Background
Cell therapy has been successful for treating some hematological malignancies, largely through autologous chimeric antigen receptor (CAR) T-cell therapies. However, the complexity of CAR T-cell therapies makes them costly and time-consuming to develop. One of the major challenges is heterogeneity in CAR-T products due to underlying variability across the entire development process and the lack of correlative biomarkers in existing in vitro models that can predict treatment efficacy and performance.
In this study, we describe a novel flow cytometric approach using optical barcodes, called laser particles (LPs), to identify, track and characterize activated T-cells over several time points (Time-lapse flow cytometry). This method enables kinetic phenotyping, identification of cells defined by dynamic changes in one or more markers over time. We also demonstrate how connecting these kinetic phenotypes to single-cell function data can be used in a supervised machine learning (ML) approach to identify biomarkers predictive of future cell function. These biomarkers can then be leveraged by cell therapy developers to better understand the heterogeneity of their samples and improve the correlation of in vitro models to in vivo performance.
Methods
T cells from healthy donors were barcoded and incubated with an anti-CD3/CD28 activator analyzed by flow cytometry at 24, 32, and 48 hours of culture. The flow cytometry panel consisted of memory (CD45RA, CCR7, CD4, CD8) and activation markers (CD25, PD-1, CD69). After 48h, cells were stimulated with PMA/Ionomycin for 4 hours and stained intracellularly for IL-2, TNFa, and IFNy and acquired. Data for each cell at each time point were integrated using optical barcodes and analyzed with manual gating and supervised ML (decision tree algorithm).
Results
Using time-lapse flow cytometry, we identified novel kinetic phenotypes of T cells based on marker expression kinetics during activation (figure 1). With our ML approach, we predicted cells that secrete cytokine with an AUC of >0.85. We found that the main contributors to predicting this functional outcome were CCR7 and CD25 at 24 hrs as well as PD1 at 48 hr. This is likely the first ever demonstration of kinetic measurements of individual immune cells over time at scale.
Conclusions
In the future, researchers may be able to enrich for specific cells of interest based on their initial or kinetic phenotypes and their corresponding likelihood to exert specific functions at a later time point.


Description of the task: Please tally the lines of the listing that follows where the word "East" appears, and reply with the number only.

Data excerpts:
=-=-=

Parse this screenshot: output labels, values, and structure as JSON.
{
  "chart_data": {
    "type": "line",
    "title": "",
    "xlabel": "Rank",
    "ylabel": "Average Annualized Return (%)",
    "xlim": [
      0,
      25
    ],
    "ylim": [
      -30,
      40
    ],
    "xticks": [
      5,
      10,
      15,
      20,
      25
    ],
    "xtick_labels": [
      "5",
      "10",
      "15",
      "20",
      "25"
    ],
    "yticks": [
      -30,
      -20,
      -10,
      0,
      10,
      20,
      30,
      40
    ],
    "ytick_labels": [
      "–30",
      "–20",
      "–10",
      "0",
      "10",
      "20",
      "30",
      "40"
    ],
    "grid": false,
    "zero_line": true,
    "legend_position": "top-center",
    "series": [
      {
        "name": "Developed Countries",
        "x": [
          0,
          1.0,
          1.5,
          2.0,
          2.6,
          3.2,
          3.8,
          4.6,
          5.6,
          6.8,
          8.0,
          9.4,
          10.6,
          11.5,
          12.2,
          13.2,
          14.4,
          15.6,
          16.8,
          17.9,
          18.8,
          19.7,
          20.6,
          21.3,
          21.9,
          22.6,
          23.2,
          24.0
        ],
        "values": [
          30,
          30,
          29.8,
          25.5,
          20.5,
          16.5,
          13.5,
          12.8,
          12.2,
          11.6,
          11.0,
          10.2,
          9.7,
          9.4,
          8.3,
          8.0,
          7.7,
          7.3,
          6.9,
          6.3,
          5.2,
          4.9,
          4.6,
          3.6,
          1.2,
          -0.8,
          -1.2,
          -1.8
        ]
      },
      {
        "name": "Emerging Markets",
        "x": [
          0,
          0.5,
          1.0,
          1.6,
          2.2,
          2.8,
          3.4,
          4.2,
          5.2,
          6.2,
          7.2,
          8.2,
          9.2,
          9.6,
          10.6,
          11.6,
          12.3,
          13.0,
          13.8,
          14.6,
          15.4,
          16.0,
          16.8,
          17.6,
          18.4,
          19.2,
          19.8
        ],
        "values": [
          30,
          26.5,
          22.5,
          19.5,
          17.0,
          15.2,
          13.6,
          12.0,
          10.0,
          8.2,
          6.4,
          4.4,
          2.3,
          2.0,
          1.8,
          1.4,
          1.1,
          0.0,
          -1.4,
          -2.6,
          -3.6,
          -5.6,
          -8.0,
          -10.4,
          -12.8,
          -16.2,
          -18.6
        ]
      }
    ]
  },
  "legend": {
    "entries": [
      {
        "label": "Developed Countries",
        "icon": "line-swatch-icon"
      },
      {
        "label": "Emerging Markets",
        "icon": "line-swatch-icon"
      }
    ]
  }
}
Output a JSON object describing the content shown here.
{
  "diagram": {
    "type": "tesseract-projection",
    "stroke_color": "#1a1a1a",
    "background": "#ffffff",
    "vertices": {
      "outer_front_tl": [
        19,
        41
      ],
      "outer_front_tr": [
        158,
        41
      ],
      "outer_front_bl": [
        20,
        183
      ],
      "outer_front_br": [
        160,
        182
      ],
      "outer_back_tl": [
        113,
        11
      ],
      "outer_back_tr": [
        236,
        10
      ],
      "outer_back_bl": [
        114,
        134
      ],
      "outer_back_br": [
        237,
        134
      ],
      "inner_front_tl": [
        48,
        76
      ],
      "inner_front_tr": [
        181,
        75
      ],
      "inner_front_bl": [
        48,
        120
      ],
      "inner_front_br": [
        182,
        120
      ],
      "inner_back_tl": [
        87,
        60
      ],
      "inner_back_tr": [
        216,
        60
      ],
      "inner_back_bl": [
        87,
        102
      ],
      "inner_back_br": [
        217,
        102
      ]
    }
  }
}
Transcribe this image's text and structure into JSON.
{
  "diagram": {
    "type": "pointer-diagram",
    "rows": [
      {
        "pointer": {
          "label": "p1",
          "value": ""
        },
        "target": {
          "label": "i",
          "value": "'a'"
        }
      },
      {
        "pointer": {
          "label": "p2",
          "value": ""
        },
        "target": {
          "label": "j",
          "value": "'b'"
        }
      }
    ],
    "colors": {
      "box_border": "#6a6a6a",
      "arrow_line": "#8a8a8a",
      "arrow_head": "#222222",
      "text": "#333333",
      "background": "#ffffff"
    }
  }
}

=-=-=

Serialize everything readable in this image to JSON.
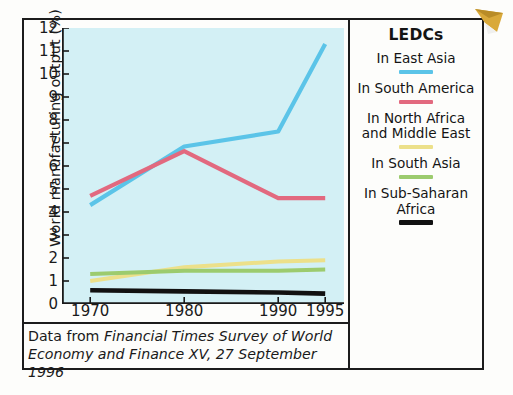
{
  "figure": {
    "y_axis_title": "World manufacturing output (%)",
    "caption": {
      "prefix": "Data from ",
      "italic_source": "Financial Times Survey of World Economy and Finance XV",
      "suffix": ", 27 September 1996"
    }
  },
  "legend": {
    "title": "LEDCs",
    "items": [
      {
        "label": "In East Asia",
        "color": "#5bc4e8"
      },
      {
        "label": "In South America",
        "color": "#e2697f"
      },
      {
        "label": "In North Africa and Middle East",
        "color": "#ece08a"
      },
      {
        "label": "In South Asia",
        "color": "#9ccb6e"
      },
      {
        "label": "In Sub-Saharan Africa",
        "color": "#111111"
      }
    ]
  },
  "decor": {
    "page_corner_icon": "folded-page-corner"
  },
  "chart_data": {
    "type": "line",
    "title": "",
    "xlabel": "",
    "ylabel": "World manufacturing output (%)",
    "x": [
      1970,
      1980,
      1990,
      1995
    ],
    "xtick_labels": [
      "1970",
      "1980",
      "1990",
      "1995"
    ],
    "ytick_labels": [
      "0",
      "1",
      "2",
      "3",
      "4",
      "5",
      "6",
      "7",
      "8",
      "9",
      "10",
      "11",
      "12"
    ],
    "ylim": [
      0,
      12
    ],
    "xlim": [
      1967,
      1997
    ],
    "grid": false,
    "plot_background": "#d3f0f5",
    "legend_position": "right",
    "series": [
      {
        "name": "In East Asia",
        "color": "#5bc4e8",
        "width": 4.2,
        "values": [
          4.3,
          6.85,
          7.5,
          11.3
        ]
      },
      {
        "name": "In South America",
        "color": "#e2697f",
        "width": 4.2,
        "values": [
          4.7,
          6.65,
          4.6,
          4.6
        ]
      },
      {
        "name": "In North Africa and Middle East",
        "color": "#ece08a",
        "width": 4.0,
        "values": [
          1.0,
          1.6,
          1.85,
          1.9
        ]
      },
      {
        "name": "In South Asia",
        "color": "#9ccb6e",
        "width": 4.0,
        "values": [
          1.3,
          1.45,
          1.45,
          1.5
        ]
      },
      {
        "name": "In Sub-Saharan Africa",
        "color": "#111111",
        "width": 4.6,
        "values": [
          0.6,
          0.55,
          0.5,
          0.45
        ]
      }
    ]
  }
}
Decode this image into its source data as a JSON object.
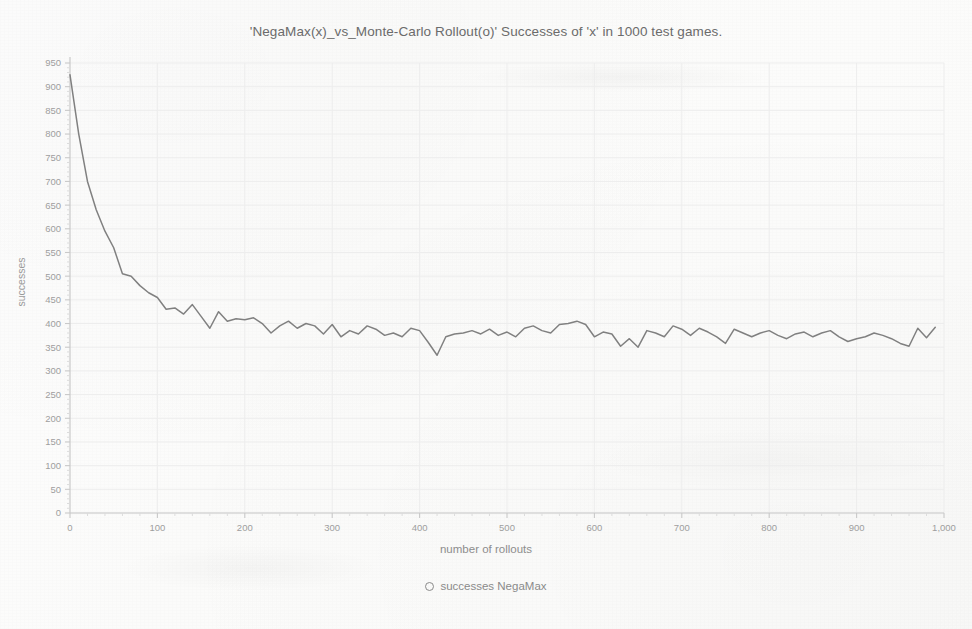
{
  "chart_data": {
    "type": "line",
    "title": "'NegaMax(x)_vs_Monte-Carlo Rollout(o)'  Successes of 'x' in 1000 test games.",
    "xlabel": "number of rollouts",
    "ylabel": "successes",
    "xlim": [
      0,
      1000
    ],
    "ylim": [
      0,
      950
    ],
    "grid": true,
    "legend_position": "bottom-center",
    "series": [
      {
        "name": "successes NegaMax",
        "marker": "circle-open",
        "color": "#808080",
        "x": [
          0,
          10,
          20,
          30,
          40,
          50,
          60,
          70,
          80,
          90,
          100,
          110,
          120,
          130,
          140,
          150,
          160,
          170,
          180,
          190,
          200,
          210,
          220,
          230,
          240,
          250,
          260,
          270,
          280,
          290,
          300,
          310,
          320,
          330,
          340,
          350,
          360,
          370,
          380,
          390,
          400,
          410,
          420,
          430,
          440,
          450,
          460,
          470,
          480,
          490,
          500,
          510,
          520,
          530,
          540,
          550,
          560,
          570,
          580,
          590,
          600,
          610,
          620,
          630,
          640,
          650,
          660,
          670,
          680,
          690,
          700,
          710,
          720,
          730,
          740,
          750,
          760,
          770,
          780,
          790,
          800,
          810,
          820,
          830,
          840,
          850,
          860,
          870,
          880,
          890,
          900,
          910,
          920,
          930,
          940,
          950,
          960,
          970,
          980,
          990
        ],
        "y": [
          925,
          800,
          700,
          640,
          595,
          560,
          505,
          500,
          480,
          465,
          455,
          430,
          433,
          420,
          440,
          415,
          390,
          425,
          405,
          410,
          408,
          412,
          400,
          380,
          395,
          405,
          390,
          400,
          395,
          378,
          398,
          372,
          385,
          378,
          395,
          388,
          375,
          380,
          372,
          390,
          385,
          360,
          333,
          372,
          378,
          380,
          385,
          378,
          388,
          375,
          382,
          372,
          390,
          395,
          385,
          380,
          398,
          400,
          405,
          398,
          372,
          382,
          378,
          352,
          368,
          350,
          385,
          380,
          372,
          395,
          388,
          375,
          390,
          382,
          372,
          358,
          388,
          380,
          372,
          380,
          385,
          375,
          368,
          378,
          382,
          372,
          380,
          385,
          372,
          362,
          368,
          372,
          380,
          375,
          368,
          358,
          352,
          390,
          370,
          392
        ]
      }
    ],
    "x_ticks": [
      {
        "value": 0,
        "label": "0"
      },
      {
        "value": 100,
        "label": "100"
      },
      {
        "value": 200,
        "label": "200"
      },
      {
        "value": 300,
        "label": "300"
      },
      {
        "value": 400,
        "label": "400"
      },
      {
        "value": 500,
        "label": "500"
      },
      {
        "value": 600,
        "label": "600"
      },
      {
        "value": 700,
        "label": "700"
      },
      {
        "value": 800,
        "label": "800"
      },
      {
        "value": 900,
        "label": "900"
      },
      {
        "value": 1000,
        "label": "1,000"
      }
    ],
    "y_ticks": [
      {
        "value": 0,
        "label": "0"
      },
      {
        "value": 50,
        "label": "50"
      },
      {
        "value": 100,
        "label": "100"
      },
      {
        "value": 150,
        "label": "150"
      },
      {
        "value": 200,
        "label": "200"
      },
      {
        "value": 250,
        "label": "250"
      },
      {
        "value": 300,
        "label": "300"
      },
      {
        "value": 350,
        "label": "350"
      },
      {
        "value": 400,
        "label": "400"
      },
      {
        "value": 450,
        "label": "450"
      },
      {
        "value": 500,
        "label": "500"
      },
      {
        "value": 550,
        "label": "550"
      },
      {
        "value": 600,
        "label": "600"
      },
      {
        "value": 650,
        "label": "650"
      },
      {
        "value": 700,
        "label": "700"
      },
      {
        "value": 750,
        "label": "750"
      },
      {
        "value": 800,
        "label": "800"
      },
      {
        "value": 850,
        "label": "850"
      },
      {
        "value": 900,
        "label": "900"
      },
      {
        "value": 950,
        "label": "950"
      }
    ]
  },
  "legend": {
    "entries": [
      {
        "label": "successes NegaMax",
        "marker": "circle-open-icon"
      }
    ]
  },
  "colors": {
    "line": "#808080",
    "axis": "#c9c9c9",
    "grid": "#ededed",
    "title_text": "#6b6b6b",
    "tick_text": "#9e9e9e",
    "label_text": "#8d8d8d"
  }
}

=-=-=

Task response: 4